The strengths of this work owe much to others; the shortcomings are mine alone.
Fimreite, May 2016
Madeleine Halmy
Abbreviations
CG | common gender |
COMP | comparative |
C-sign | combinatorial sign |
DEF | definite |
Deix | deixis |
Dem | demonstrative |
F | feminine |
GN | general number |
INDEF | indefinite |
M | masculine |
N | neuter |
Nom | nominative |
Obl | oblique |
P | person |
PL | plural |
Poss | possessive |
Prox | proximal |
Refl | reflexive |
SG | singular |
SUP | superlative |
U-sign | unitary sign |
List of tables, figures and grammatical definitions
1Introduction
This study presents a unified, economic account of the intricate relationship between form, meaning and interpretation in the Norwegian Nominal System, in its own right and on its own terms. On the basis of a parsimonious set of theoretical principles, which all follow from the fact that languages are systems of radically arbitrary signs (Saussure 1916), the Neo-saussurean approach yields insightful, though simple, descriptions and explanations of an extensive range of data.
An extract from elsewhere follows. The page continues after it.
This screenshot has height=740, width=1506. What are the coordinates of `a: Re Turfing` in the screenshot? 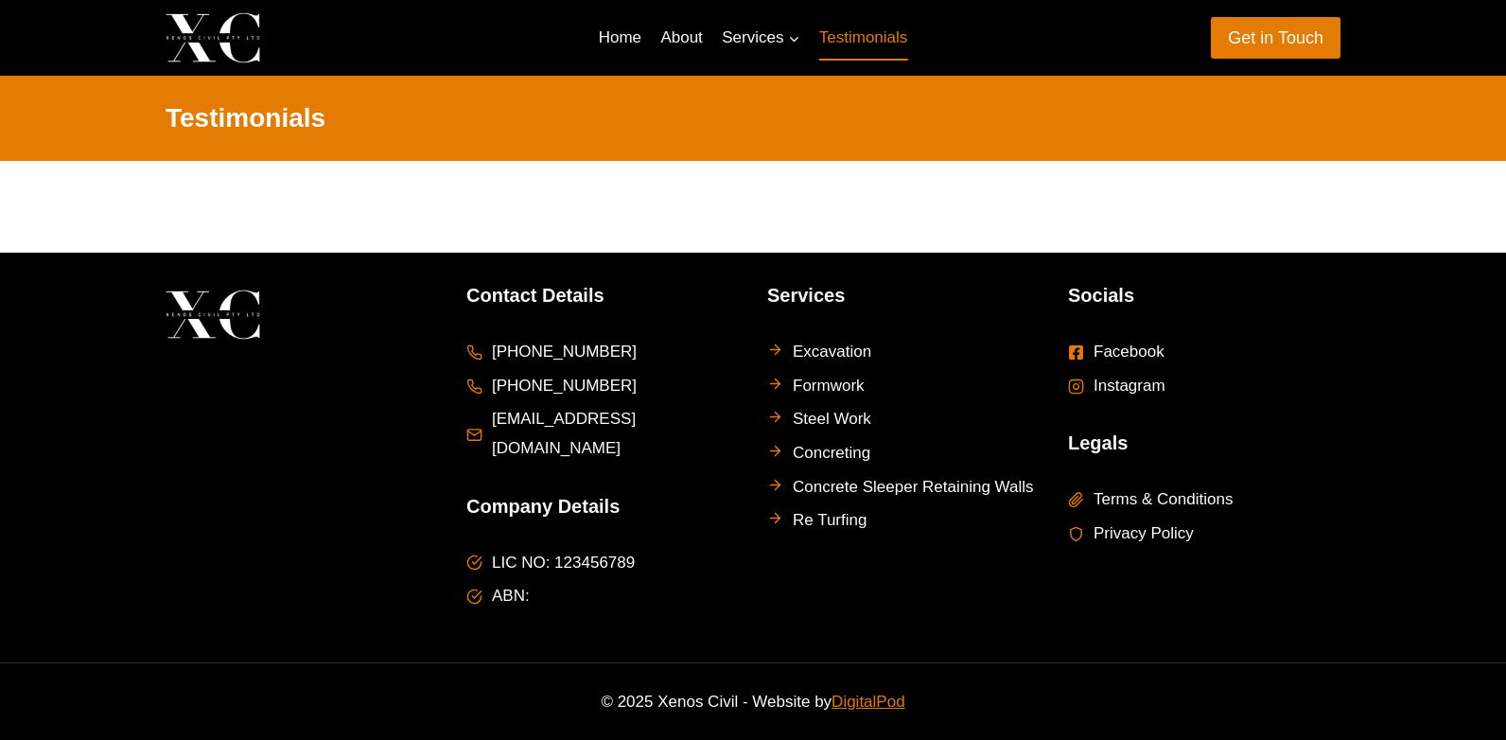 It's located at (816, 520).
By keeping a strict distinction between invariant meaning and contextual interpretation, the featural values of the most important lexical, functional and syntactically complex signs in the system are reanalysed, and this search for context independent meanings results in featural polysemy being abolished from the Norwegian Nominal System altogether.
The study offers several contributions in the analysis of the different signs that constitute the Norwegian Nominal System. The most radical proposal in this respect is the demonstration that the truly bare noun in Norwegian cannot be understood as singular indefinite, but rather carries general number in the sense of Corbett (2000). The general number feature will also be proposed for adjectives ending in -e . The introduction of the value general number into the Norwegian Nominal System has a number of consequences for the understanding of the system as a whole, one particular advantage being that it offers a neat and economic picture of the featural distribution in attributive adjective-noun constructions.